September 27, 2025
You and I are made of stardust. We are the stuff of exploded stars. ~ Bill Nye
The advice to live a heart-centered life seems to be intrinsic to most spiritual practices. I can understand that. But one of the quirks of being a lifelong writer is that words come alive and sparkle with personality. Individual words are laden with connotations and personal history, something I’m consciously aware of in a way many people probably aren’t.
The word “heart” has such a literal meaning (I instantly get an image of that meaty-red life-pump in the center of my chest) that attributing spiritual, psychological, or otherworldly meaning to it baffles me.
I don’t feel my physical heart as a spiritual heart. I can’t visualize it that way, even though I was given a “heart healing” during a course of Emotion Code work several years ago and ought to have felt “connected” after that. I just can’t seem to master the serene certainty that seems embedded in individuals who endeavor to act from, speak from, and live from their hearts.
It’s like a code, or a secret language, only understood by those who have attained a certain spiritual elevation. I listen to that language but only hear meaningless chunks of sound. And meanwhile, within my sphere of self, a calm little Buddha-girl sits like a frog on a lily pad, bobbing on the sea-with-no-shores in which we all exist. She knows exactly what the chunks of sound mean.
*****
Who is that little Buddha girl? Is she my “heart”? She smiles a secret smile. She gestures, and another lily pad appears, grown-woman size, with a chair for the comfort of these older bones. Here, she invites. Sit and hold my hand, and I will share with you that which you wish to know.
Something expands when I take her small hand in mine. I can’t say it’s a heart. The main word that keeps recurring is kindness.
Act from your kindness, the Buddha girl whispers. You know how to access that. That vulnerable chink in your armor of invincibility is where it seeps out. Allow it to seep, allow it to widen the chink. Kindness can dissolve your fear, your bluster, the blocks you perceive between where you are, and where (and who) you wish to be.
A deep breath arises spontaneously. There it is! The word kindness.
I often fall short of kindness, especially in midst of blustering. At the core is fear – kindness is love, love makes us vulnerable, and losing that which we love is unbearably painful. It’s safer to avoid the whole progression.
*****
Perhaps first I must treat myself with kindness, and forgive the personality traits that divert me from the path of gentleness. Because I also know the truism that how I treat myself is how I will treat others. I feel like this gives me divine carte blanche to begin inwardly, so the benevolence I create can flow outwardly.
Kindness isn’t a where, it’s a what. I don’t have to pinpoint it within my body, which was probably never the intent of the “come from your heart” advice. I don’t need to assign it a place.
It is a click, a shift, that I sense instantly when I pause to consult myself, randomly or in midst of upheaval. Ironically, asking, “What does your heart say?” can click me into that ability. It’s a mnemonic, a key, a reminder that continuing in the upheaval mindset is uncomfortable and can prolong it. Pausing to dip a toe into the bottomless well of “heart,” which I see as “kindness,” can cool off the volcano and bring a more balanced self to bear.
*****
Maybe kindness is how Universe sifts grains of itself and scatters to the vastness. Is every particle of light an infinitesimal two-sided coin? One side Light, the other, Kindness?
I hold out my hands and allow those invisible particles to fill the cupped space. This, I can understand, and hold, and emanate. I don’t need words that others use. Only this feeling of rightness and serenity, echoing from those distant stars and resonating within the star that is me.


Would you please set down, word for word, the lines from the one with "Locate an element on the screen. Image" through the final line of the data below, omitting any pictures?

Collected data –

━━━━━━━━━━━━━━━━━━━━━━━━━━━━━━

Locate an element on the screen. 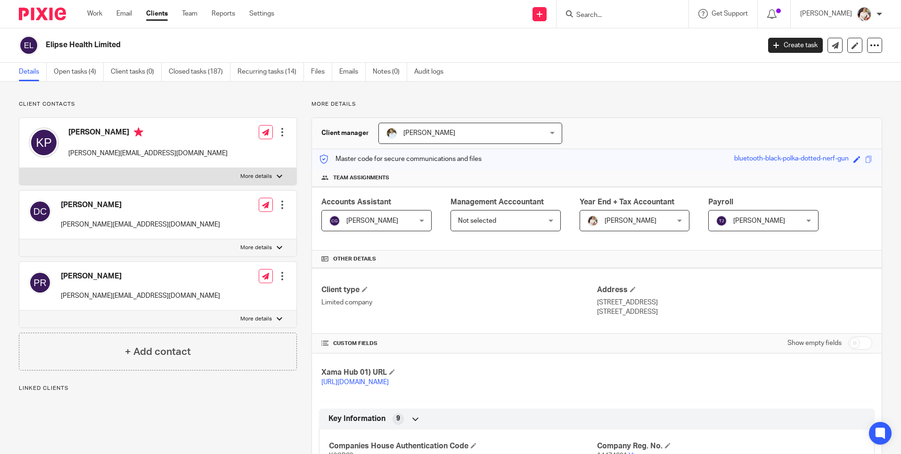 This screenshot has height=454, width=901. a: Open tasks (4) is located at coordinates (79, 72).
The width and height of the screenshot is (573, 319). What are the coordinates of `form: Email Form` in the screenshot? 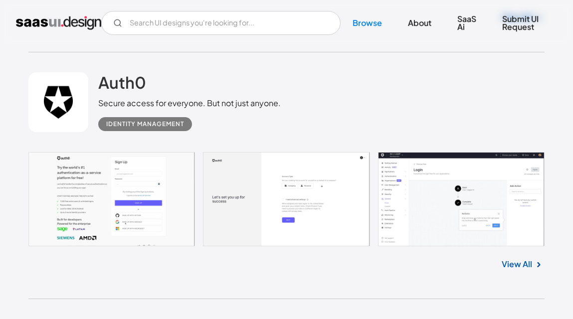 It's located at (221, 23).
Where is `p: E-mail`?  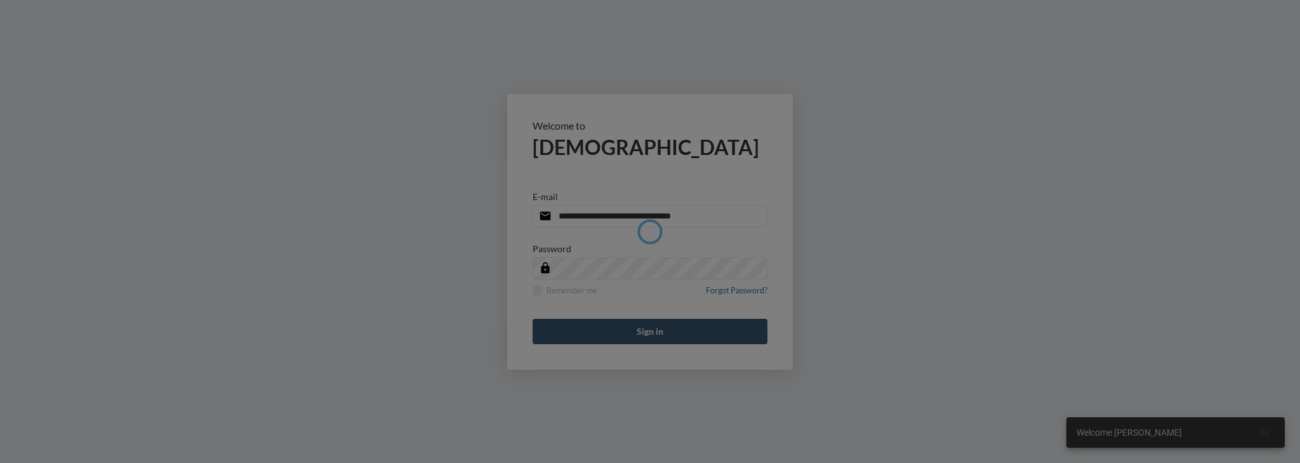
p: E-mail is located at coordinates (545, 196).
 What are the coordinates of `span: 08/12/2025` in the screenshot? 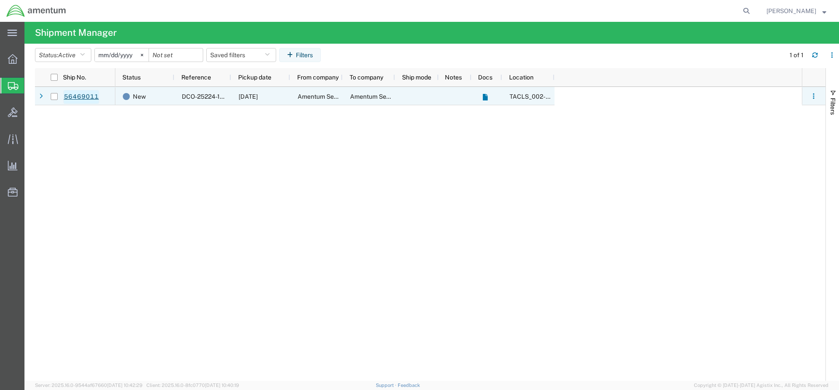 It's located at (248, 97).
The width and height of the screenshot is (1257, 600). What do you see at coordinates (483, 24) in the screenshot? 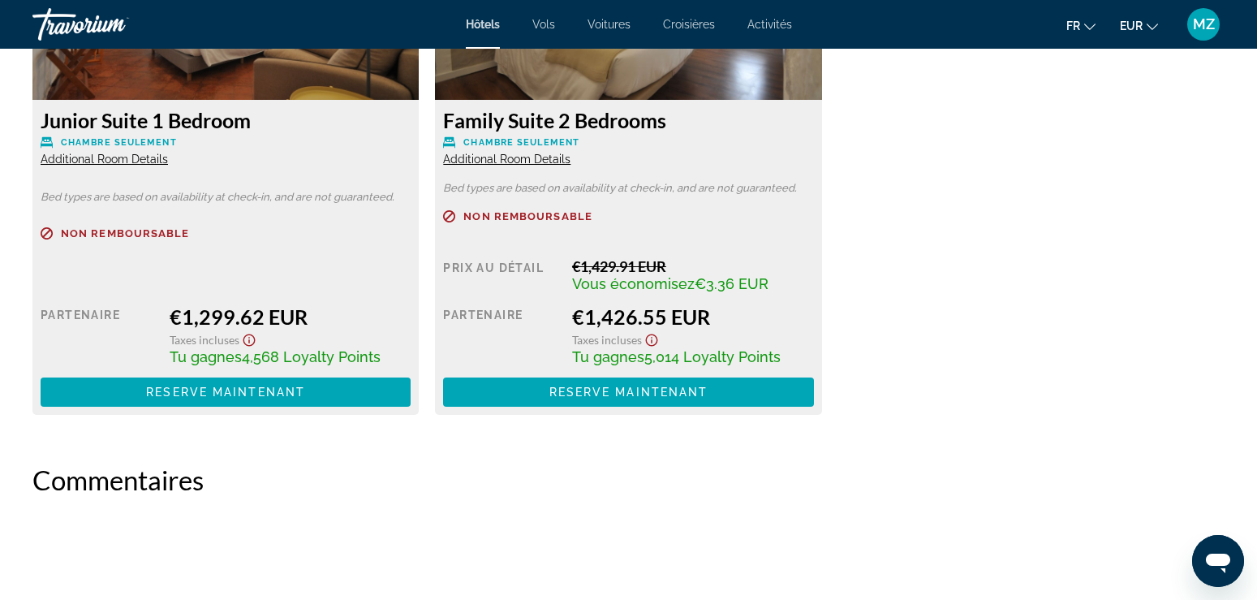
I see `a: Hôtels` at bounding box center [483, 24].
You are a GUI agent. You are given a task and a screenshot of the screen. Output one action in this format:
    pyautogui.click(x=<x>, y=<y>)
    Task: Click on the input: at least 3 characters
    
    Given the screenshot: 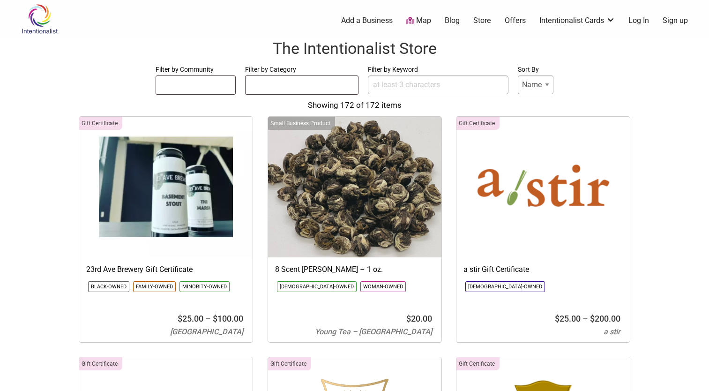 What is the action you would take?
    pyautogui.click(x=438, y=85)
    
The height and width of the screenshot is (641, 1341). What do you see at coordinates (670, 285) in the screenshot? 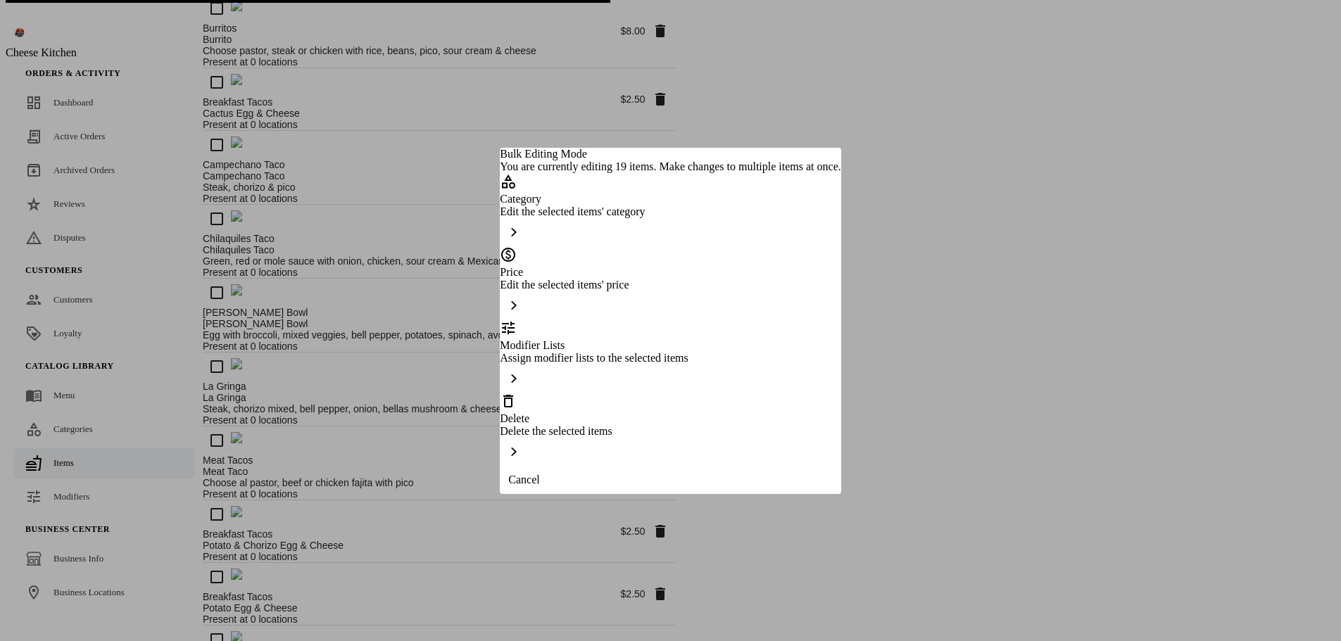
I see `div: Edit the selected items' price` at bounding box center [670, 285].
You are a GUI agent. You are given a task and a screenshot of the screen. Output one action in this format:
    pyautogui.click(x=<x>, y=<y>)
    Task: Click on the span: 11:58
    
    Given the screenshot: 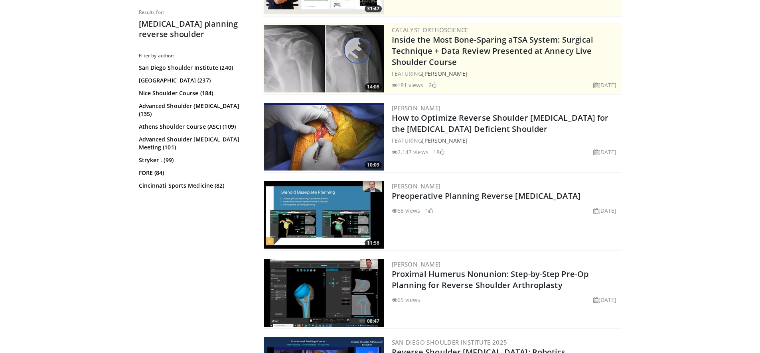 What is the action you would take?
    pyautogui.click(x=373, y=243)
    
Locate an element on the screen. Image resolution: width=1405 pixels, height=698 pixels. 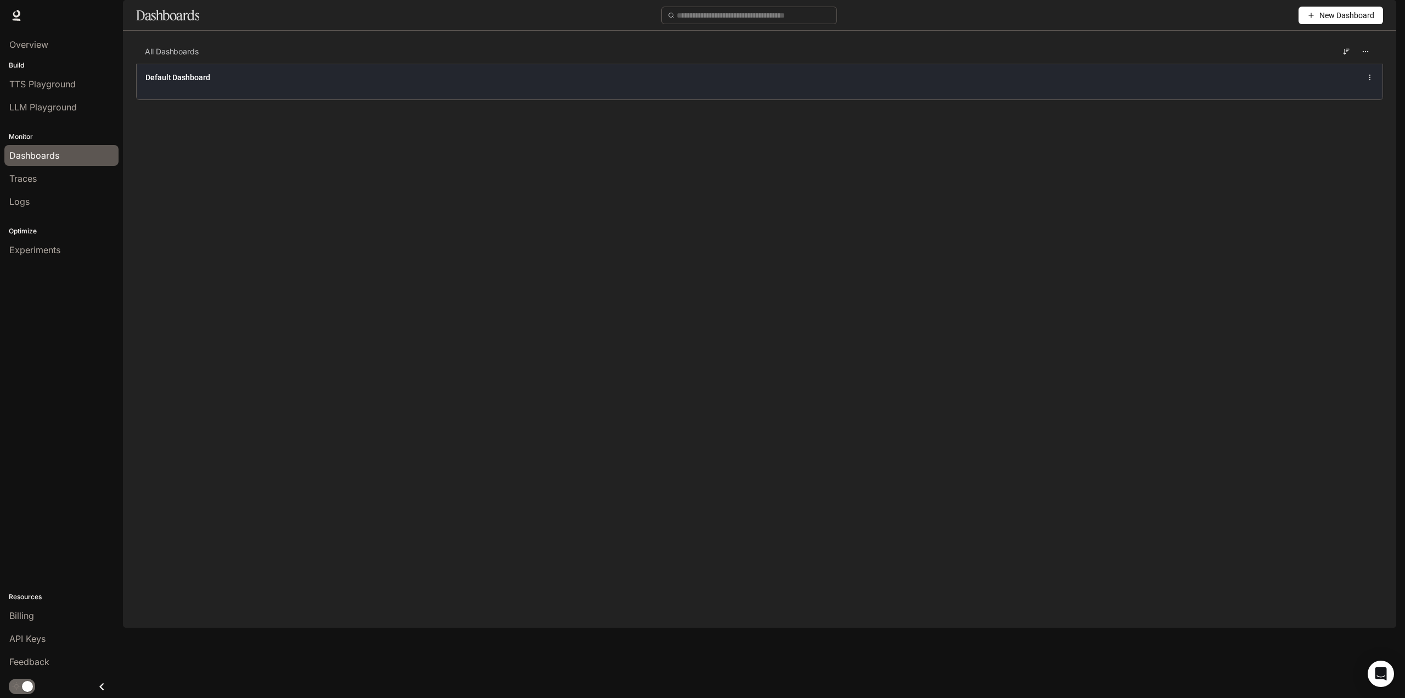
button: New Dashboard is located at coordinates (1341, 15).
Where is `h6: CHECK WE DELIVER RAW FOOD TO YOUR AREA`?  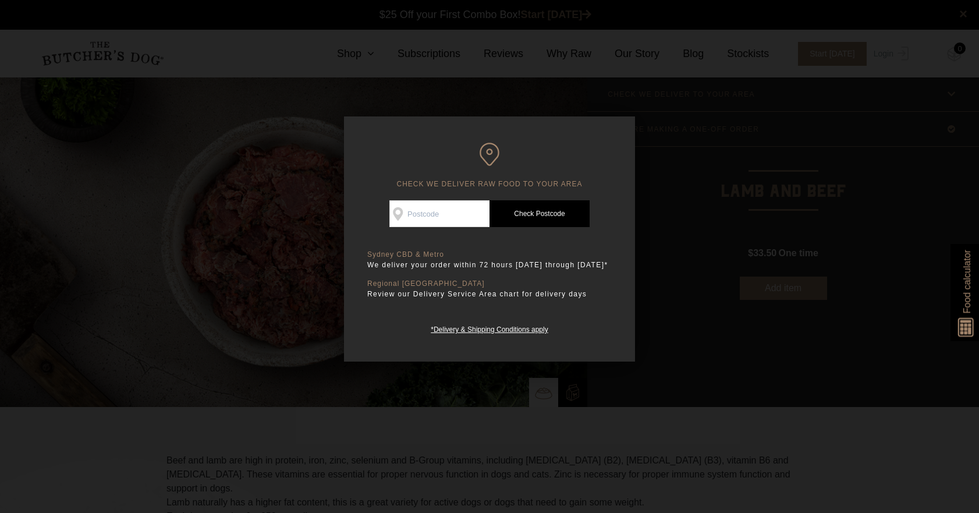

━━━━━━━━━━━━━━━━━━━━━━━━━━━━━━

Reply to the task –
Locate an element on the screen. Image resolution: width=1405 pixels, height=698 pixels. 
button: New Dashboard is located at coordinates (1341, 15).
Where is `h6: CHECK WE DELIVER RAW FOOD TO YOUR AREA`?  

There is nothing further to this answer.